Which, essentially, means: math related to partial equivalence/pertial quality/partial equivalence relation is very old and extremely well-established, but the same couldn't be said about terminology.

And as I have said I'm just the wrong guy to discuss terminology.

It also says:

This trait allows for partial equality, […]

And I feel like "partial equality" isn't well-defined. At least not in mathematics (but I may be wrong).


Update: Also see std::cmp which says:

Eq and PartialEq are traits that allow you to define total and partial equality between values, respectively.

So what is "total equality"? :man_shrugging: (opposed to just "equality")

I think there is a difference between an "equivalence relation" and "equality". There are even different symbols for it (≡ vs =). Equality is an equivalence relation, but not every equivalence relation corresponds to equality.

Yeah, okay, no worries.

There are even more of them. And symbols can be used to mean different things. ≡ can be used for identity, equivalence relation or some other things. And partial equivalance relation if is often denoted with ≈.

Yet both can be denoted with = (depending on what kind of math you are discussing) and, more, there may be more than one equality on one math article!

When that happens addition equality marks are used: , , , , , , , , , and so on.

Yeah, I have seen ≈ for that too.

Anyway, my point is: an equivalence relation isn't necessarily corresponding to equality. And the Rust docs are messy on that matter.

I don't think that the phrases "partial equality" or "total equality" are well-established mathematical terms.

PartialEq describes a partial equivalence relation. And Eq either describes a total equivalence relation (which is reflexive) or equality (which is also reflexive).
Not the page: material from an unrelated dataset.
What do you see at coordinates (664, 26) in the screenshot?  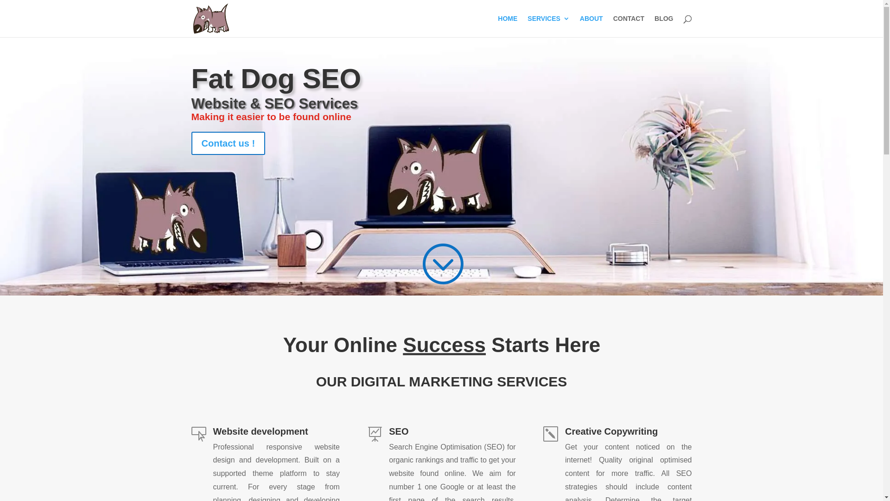 I see `BLOG` at bounding box center [664, 26].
It's been debated in the previously mentioned PR #103046 whether Eq rather describes (or should describe) a total/reflexive equivalence relation or actual equality.

Frankly if I would see discussion like that about some math paper I would just go and ask: Why haven't you wrote something unambigious like the following:

  1. a == bpartial_cmp(a, b) == Some(Equal).
  2. a < bpartial_cmp(a, b) == Some(Less)
  3. a > bpartial_cmp(a, b) == Some(Greater)
  4. a <= ba < ba == b
  5. a >= ba > ba == b
  6. a != b ⇔ ¬ (a == b).

Oh, you did? Then what's the point of arguing about terms if we have all the properties in form of unambigious maths formulas?
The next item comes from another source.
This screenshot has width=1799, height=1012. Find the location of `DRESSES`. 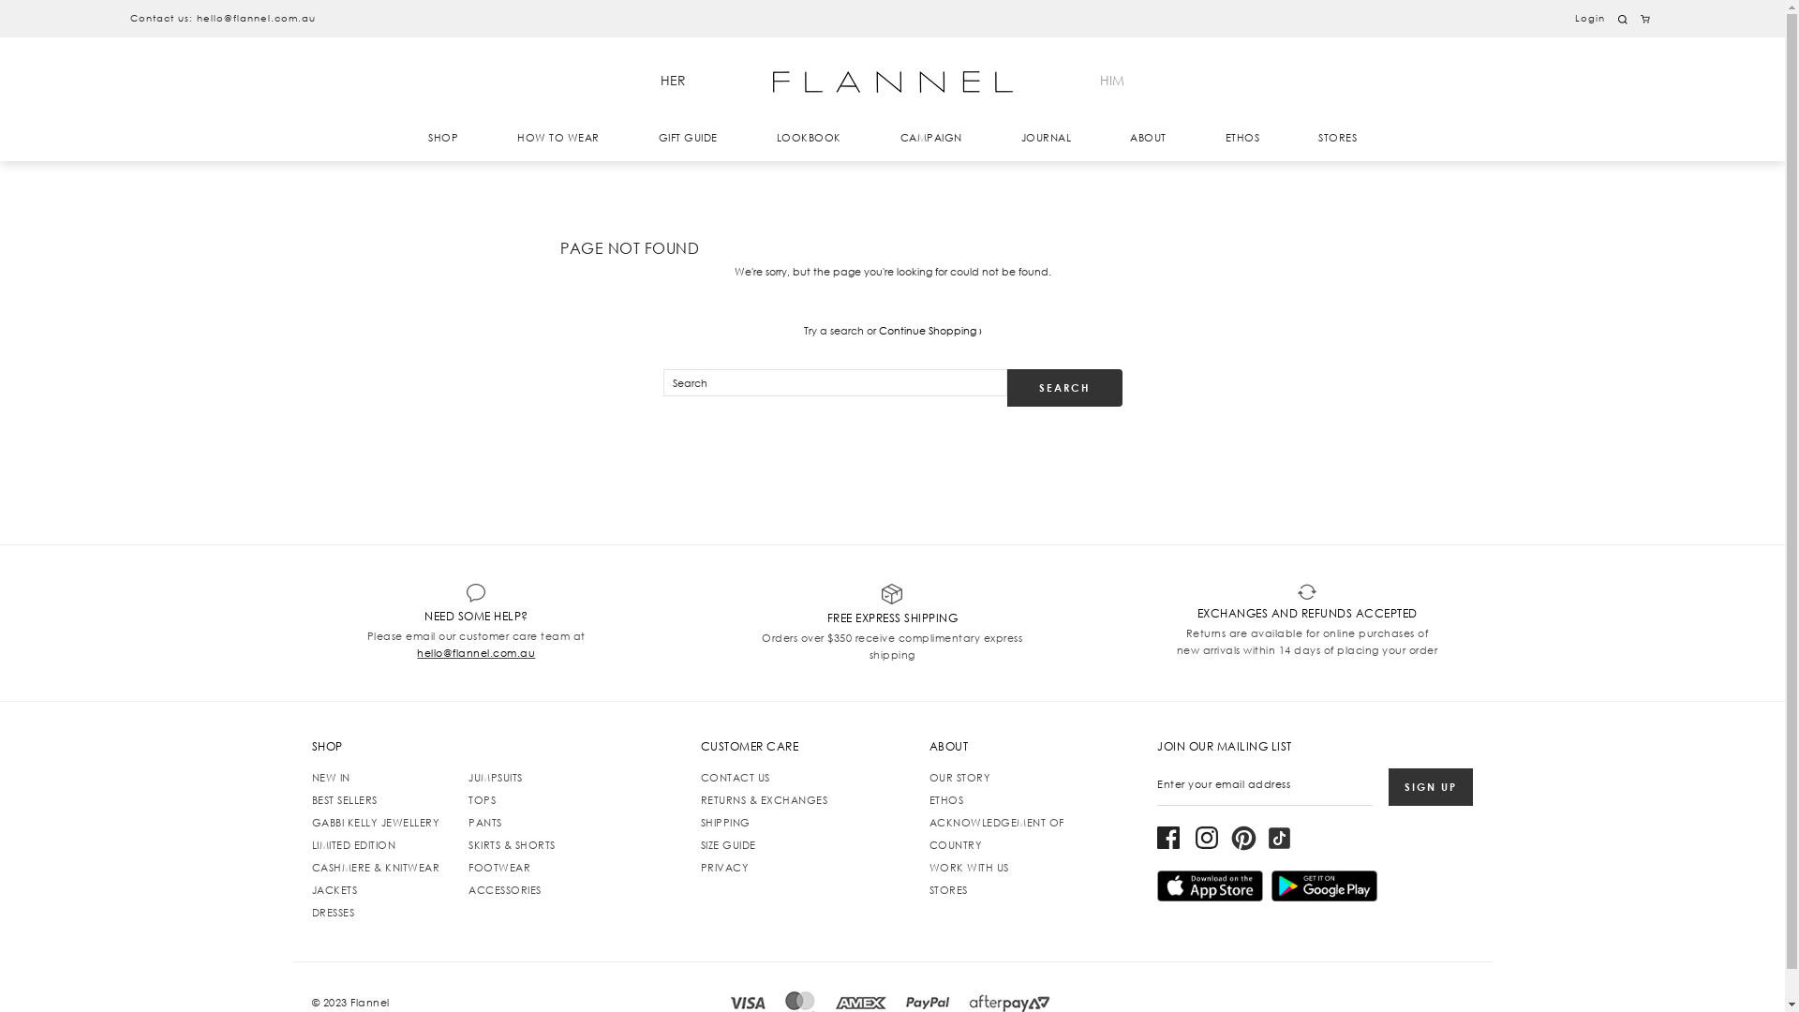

Because it can confuse people and lead to contradictions.

For example, <= doesn't (always) correspond to partial orders, even though the implementation of this operator is defined by the PartialOrd trait.


Demonstration:

fn main() {
    let a = f64::NAN;
    // if `<=` described a (non-strict) partial order,
    // then `a <= a` would need to be true:
    assert!(a <= a); // but it is not
}

(Playground)

I think the main motive for my original question was to not go into details of PartialEq/PartialOrd theory, but was rather more practical (apologies for not stating it more clearly upfront):

For the Person struct that I used in the example, how should I define the Eq and Ord traits such that this struct can be easily and correctly used in Rust standard containers and algorithms?

For instance, I want to

  1. Use sort() method to sort Persons by age => expectation is to sort Person by their age only.
  2. Use Person as a key in BtreeMap and HashMap => expectation is to uniquely identify each Person with a given name.

Is it correct to deduce from the above discussion, that this cannot be achieved using the Ord/Eq traits on the Person struct?
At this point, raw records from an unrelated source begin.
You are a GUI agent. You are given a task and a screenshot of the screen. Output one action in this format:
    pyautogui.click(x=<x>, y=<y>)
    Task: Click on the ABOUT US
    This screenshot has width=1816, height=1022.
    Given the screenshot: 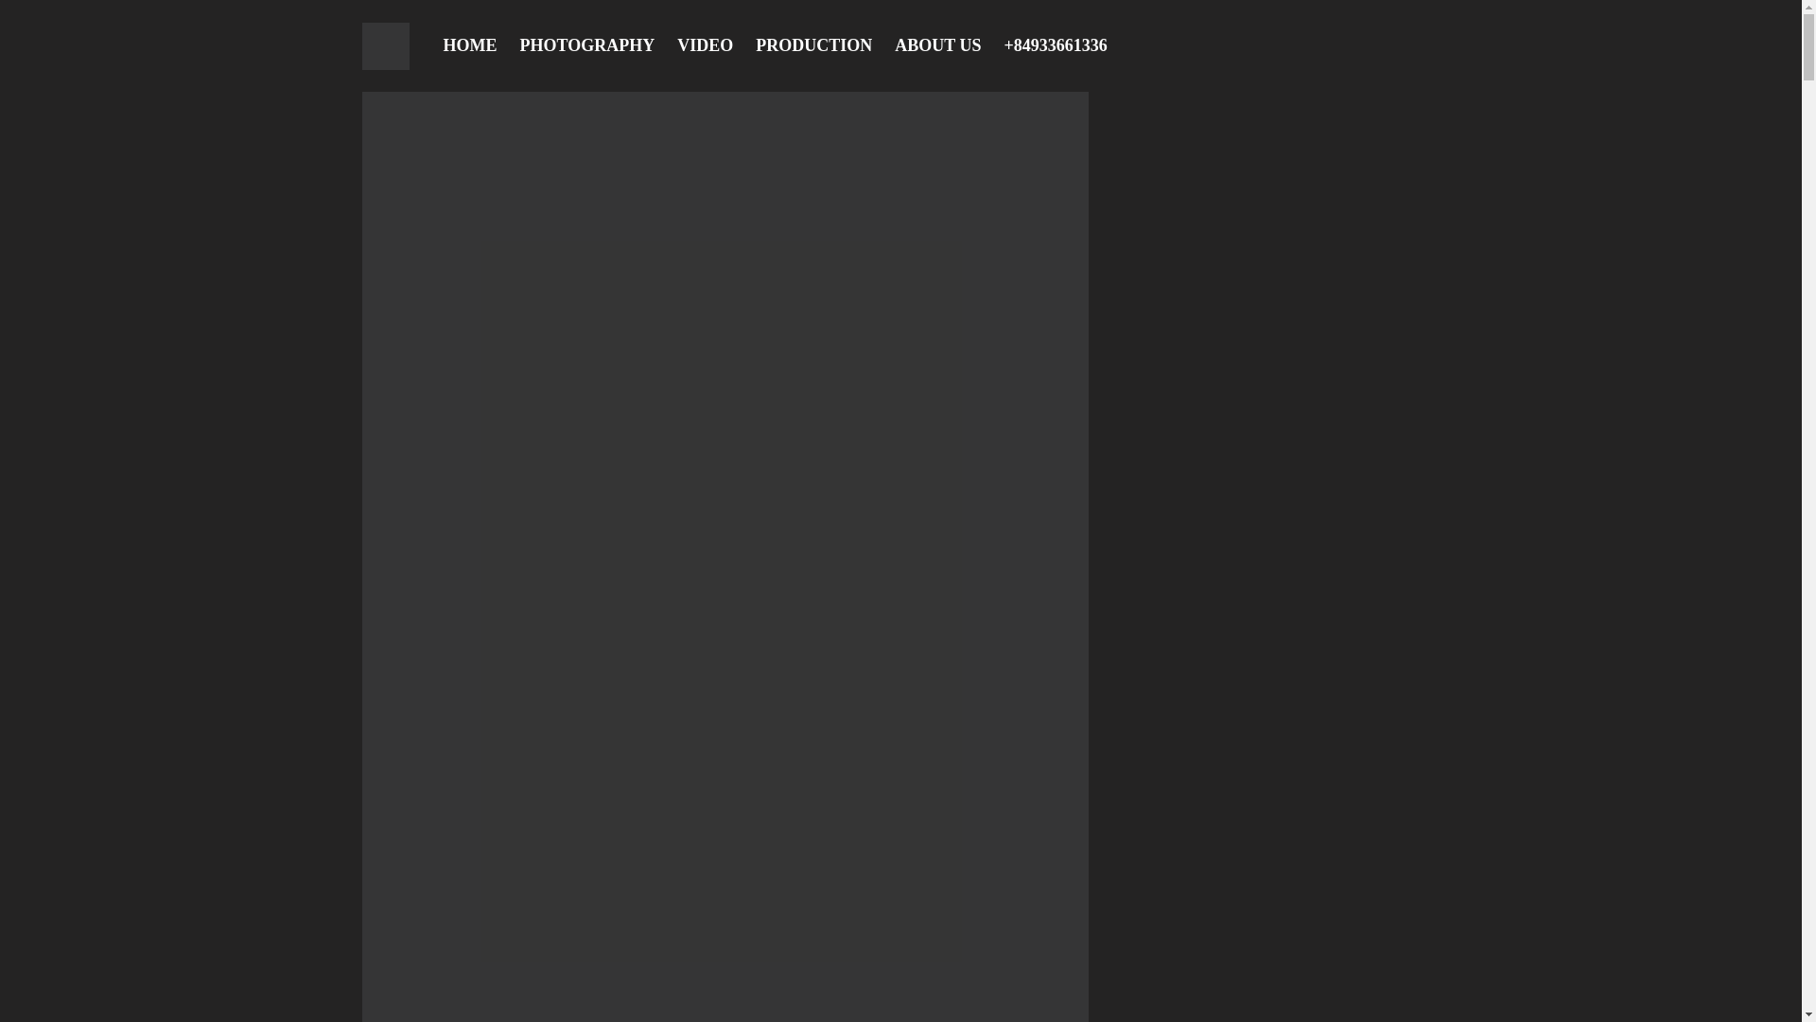 What is the action you would take?
    pyautogui.click(x=935, y=45)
Yes, I see the point here.

I think what still bothers me is that <, <=, >=, and > operators come from PartialOrd trait whereas == comes from PartialEq trait; even though PartialOrd trait allows for Ordering::Equal to be returned.

I do not understand all of these well enough to make a suggestion, but it seems that for structs that implement PartialOrd trait, it is redundant (and confusing) to further implement PartialEq trait.

It's another way round, actually - it's possible to implement PartialEq while not implementing PartialOrd.